Pacific Islanders are more than fire throwing and grass skirts, and Moana is helping to dispel the stereotypes, but there's still a long way to go. Walt Disney Animation Studios’ Moana is about an adventurous teenager who, with help from demigod Maui (voiced by Dwayne Johnson) sails out on a daring mission to prove herself a master wayfinder and save her people. While not connected through language or even tradition sometimes, the peoples of the Pacific Islands were grouped together by English, Spanish, French, and Portuguese expansionists as a single entity, not quite the same as the large subgroups of people on the Asian continent or even the indigenous peoples in Australia. We've discovered in recent decades that there were "undiscovered" tribes and nations, but modern exploration has brought those peoples into a different kind of colonization. Those peoples who weren't wiped out from illness or war were suppressed by either the Bible or the gun. Artifacts you will find in exhibit includes: fine kapa (paper used as clothing and bedding), koi (adze), lei hulu (feather lei), lei. Once explorers and missionaries started colonizing the great mass of islands scattered across the Pacific ocean, the myths became folklore, and priorities were changed. The Kepolani Room is the best exhibit of Hawaiian antiquities to be found anywhere on the island of Maui and includes the best preserved and most rare artifacts from Hawaii’s pre-western contact era. (For a quick overview of the Mythology of the Pacific Islands, see this article in Britannica.).She is also the patron goddess of the Hula.
There are many tales of both triumph and tragedy about her. Pele, opens a new window is the fire goddess of Hawaii, said to live in the Kilauea volcano.In Maori tradition, Tangaroa is also the deity most related to the sea. Tangaroa has many names, opens a new window and origin stories, ranging from being the creator god of all things to being the creator of the islands on which the tellers live.Rangi and Papa, opens a new window/Ao and Po are the world's parents-Mother Earth and Father Sky. While their names are different in different regions of the Pacific (Rangi and Papa in the Maori tradition, Ao and Po in the Hawaiian, etc.), many of the stories are very similar.He is a demigod, who exists somewhere between the mortal and the divine, and is the hero of many stories about his tricks and wit. Maui is a central figure in many Pacific Island traditions, particularly Hawaii and New Zealand.They share a lot of the same central traditions and myths of creation, though the names and stories might have evolved through time.
This includes people from Hawaii and the Maori tribes of New Zealand. The generally accepted term used to encompass these groups is Pacific Islander, though many would prefer being referred to as their tribe or nationality. What we consider “Polynesian Culture” is actually made up of several different nationalities and tribal groups flung across the islands in the South Pacific, opens a new window.
What do you know about the expansive story of “Polynesia”? Maui the demigod embarks on an important journey of self-discovery alongside Moana of Oceania.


=== About this task ===
Which lines in the records below mention the word "Deposition"? Copy each one out.

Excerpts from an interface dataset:
--- START ---

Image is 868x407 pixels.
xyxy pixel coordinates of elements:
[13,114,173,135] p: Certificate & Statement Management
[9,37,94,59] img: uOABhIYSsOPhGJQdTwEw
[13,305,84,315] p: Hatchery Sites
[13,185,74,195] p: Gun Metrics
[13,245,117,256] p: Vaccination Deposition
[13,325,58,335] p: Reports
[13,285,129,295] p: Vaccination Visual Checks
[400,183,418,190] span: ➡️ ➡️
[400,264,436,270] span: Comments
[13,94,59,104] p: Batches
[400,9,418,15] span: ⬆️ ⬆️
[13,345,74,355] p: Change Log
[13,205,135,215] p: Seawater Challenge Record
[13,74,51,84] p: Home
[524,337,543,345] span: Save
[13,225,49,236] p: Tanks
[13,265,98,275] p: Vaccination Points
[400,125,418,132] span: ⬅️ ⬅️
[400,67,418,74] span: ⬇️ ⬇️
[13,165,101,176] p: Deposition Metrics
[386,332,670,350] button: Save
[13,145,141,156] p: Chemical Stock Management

--- END ---

=== Worked solution ===
[13,245,117,256] p: Vaccination Deposition
[13,165,101,176] p: Deposition Metrics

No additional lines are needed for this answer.